What the KS0 Ultra is, in one table
Every number below is the verified specification we carry in the D-Central miner database for this exact model. Treat the spec card on this page as the live source; the table is a scannable summary for quick reference.
| Specification | IceRiver KAS KS0 Ultra |
|---|---|
| Algorithm / coin | kHeavyHash (Kaspa, KAS) |
| Hashrate | 400 GH/s |
| Power draw (nameplate) | 100 W |
| Efficiency | ~0.25 J/GH (0.25 W per GH/s) |
| Noise | 35 dB |
| Weight | 2.5 kg |
| Dimensions | 200 × 194 × 74 mm |
| Heat output | ~341 BTU/h |
| Form factor | Self-contained desktop unit (PSU, controller and fan built in) |
| Released | June 2024 |
Chip and hashboard architecture
The KS0 Ultra mines kHeavyHash, the proof-of-work used by Kaspa. kHeavyHash is built around Keccak hashing with a matrix-multiply step in the middle, and — unlike the memory-hard Scrypt algorithm behind Litecoin ASICs — it is light on on-chip memory. That matters for silicon design: a kHeavyHash core spends its die area on hashing and matrix logic rather than on large SRAM scratchpads, which is part of why a compact, low-wattage device like this one can still post a respectable gigahash figure.
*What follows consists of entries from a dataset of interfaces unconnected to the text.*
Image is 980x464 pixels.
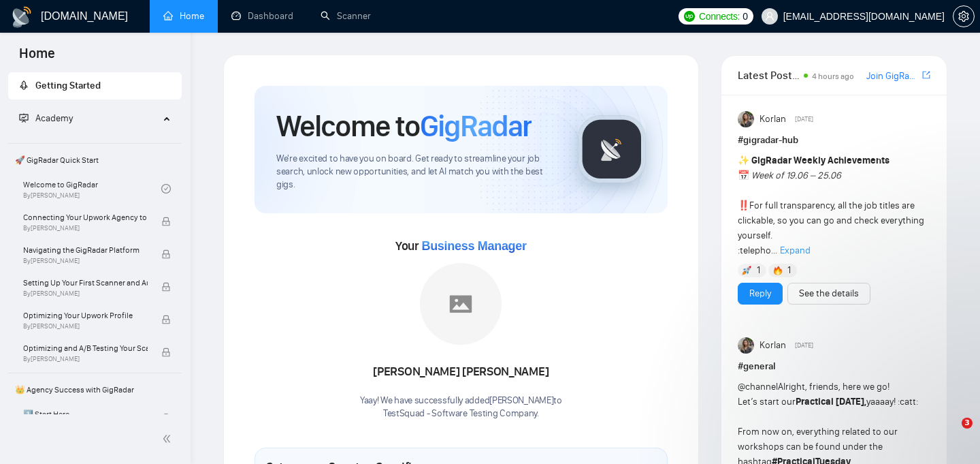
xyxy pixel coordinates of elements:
[35,80,101,92] span: Getting Started
[760,112,786,127] span: Korlan
[395,239,527,253] span: Your
[8,73,182,99] li: Getting Started
[23,308,148,322] span: Optimizing Your Upwork Profile
[8,44,66,73] span: Home
[161,347,171,357] span: lock
[420,263,502,345] img: placeholder.png
[163,11,204,22] a: homeHome
[799,286,859,301] a: See the details
[953,11,974,22] a: setting
[751,170,841,181] em: Week of 19.06 – 25.06
[23,341,148,355] span: Optimizing and A/B Testing Your Scanner for Better Results
[161,249,171,259] span: lock
[749,286,771,301] a: Reply
[10,376,180,403] span: 👑 Agency Success with GigRadar
[161,413,171,423] span: check-circle
[11,6,32,28] img: logo
[23,174,161,203] a: Welcome to GigRadarBy[PERSON_NAME]
[743,9,748,24] span: 0
[19,113,29,123] span: fund-projection-screen
[23,224,148,232] span: By [PERSON_NAME]
[23,243,148,257] span: Navigating the GigRadar Platform
[23,211,148,224] span: Connecting Your Upwork Agency to GigRadar
[321,11,371,22] a: searchScanner
[962,418,973,429] span: 3
[35,113,73,124] span: Academy
[23,322,148,330] span: By [PERSON_NAME]
[738,155,924,256] span: For full transparency, all the job titles are clickable, so you can go and check everything yours...
[922,70,931,80] span: export
[738,155,749,166] span: ✨
[738,133,931,148] h1: # gigradar-hub
[420,108,532,144] span: GigRadar
[738,199,749,211] span: ‼️
[765,11,775,21] span: user
[757,263,761,277] span: 1
[162,432,176,446] span: double-left
[276,153,556,192] span: We're excited to have you on board. Get ready to streamline your job search, unlock new opportuni...
[360,394,562,420] div: Yaay! We have successfully added [PERSON_NAME] to
[23,289,148,298] span: By [PERSON_NAME]
[161,217,171,226] span: lock
[231,11,293,22] a: dashboardDashboard
[421,239,526,253] span: Business Manager
[751,155,889,166] strong: GigRadar Weekly Achievements
[812,72,854,81] span: 4 hours ago
[742,265,751,275] img: 🚀
[738,67,800,84] span: Latest Posts from the GigRadar Community
[787,283,870,304] button: See the details
[699,9,740,24] span: Connects:
[787,263,791,277] span: 1
[934,418,967,451] iframe: Intercom live chat
[276,108,532,144] h1: Welcome to
[161,184,171,194] span: check-circle
[780,244,810,256] span: Expand
[738,170,749,181] span: 📅
[23,276,148,289] span: Setting Up Your First Scanner and Auto-Bidder
[738,283,783,304] button: Reply
[795,113,813,125] span: [DATE]
[578,115,646,183] img: gigradar-logo.png
[19,80,29,90] span: rocket
[19,113,73,124] span: Academy
[953,6,974,27] button: setting
[773,265,783,275] img: 🔥
[738,111,754,127] img: Korlan
[867,69,919,84] a: Join GigRadar Slack Community
[684,11,695,22] img: upwork-logo.png
[10,146,180,174] span: 🚀 GigRadar Quick Start
[23,257,148,265] span: By [PERSON_NAME]
[23,403,161,433] a: 1️⃣ Start Here
[360,360,562,384] div: [PERSON_NAME] [PERSON_NAME]
[161,315,171,325] span: lock
[161,282,171,291] span: lock
[23,355,148,363] span: By [PERSON_NAME]
[953,11,974,22] span: setting
[360,408,562,420] p: TestSquad - Software Testing Company .
[922,69,931,82] a: export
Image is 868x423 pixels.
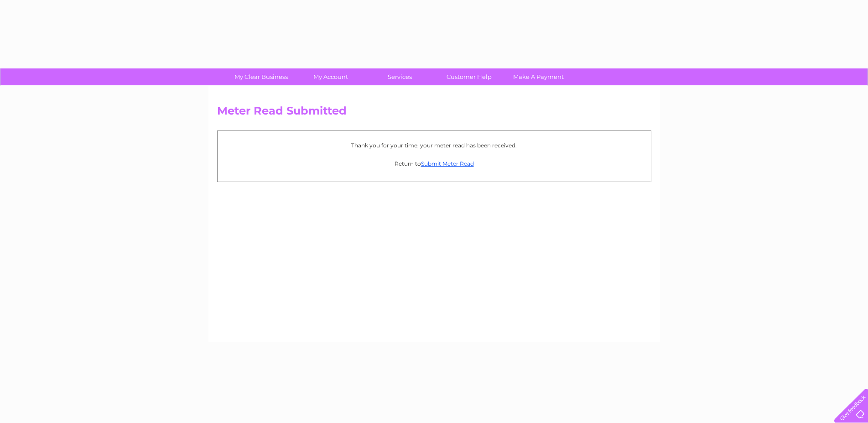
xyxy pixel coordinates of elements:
a: Submit Meter Read [421,160,474,167]
a: Make A Payment [500,69,576,85]
a: Services [362,69,437,85]
p: Thank you for your time, your meter read has been received. [222,141,646,150]
p: Return to [222,160,646,168]
a: My Clear Business [223,69,299,85]
a: Customer Help [432,69,507,85]
h2: Meter Read Submitted [217,105,651,122]
a: My Account [293,69,368,85]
IceRiver builds its own purpose-made kHeavyHash ASIC for this hardware. We want to be straight with you about what is and isn’t publicly known: IceRiver does not publish the chip SKU, process node, die photos, or board schematics for the KS0 family. Where our teardown work on Bitmain and MicroBT SHA-256 hardware lets us speak to the exact chip count per board, control-board silicon and voltage map, no equivalent public documentation exists for this Kaspa unit. Anyone quoting a specific node or chip part number for the KS0 Ultra is guessing, and we won’t.
What we can describe with confidence are the electrical principles every modern mining ASIC board shares. Hashing chips are daisy-chained in a serial string and grouped into voltage domains — clusters of chips that share one regulated power rail fed by a buck converter or LDO. Voltage is regulated per domain, not per individual chip; a single bad chip or a failed domain regulator can pull an entire string offline. The KS0 Ultra differs from a split-architecture Antminer in packaging: instead of separate control board, hashboards and external PSU, it integrates the controller, power supply and cooling into one small chassis. That makes it tidy and quiet, but it also means the board is far less modular than a rack ASIC when something fails.
Real-world power and efficiency
The 100 W nameplate is the figure to plan around, but the number you pay for is the draw at the wall. With the PSU and fan included in the same box, expect measured consumption to sit a little above the rating once conversion losses are counted — a small delta on a 100 W device, but worth knowing if you are sizing a circuit or stacking several units.
Efficiency works out to about 0.25 J/GH. One honest clarification on units: Kaspa hardware is compared in joules per gigahash, not the joules-per-terahash tiers used to rank Bitcoin SHA-256 miners. The « 250 J/TH » figure you may see elsewhere is simply 0.25 J/GH rewritten per terahash, and it should not be read against Bitcoin’s efficiency ladder — the algorithms, hash units and economics are completely different. Judged on its own terms, the KS0 Ultra is a low-power desktop-class Kaspa miner, not a flagship; the newer industrial KS-series machines push more gigahash per watt, but they do it at multi-kilowatt draws that defeat the whole point of this unit.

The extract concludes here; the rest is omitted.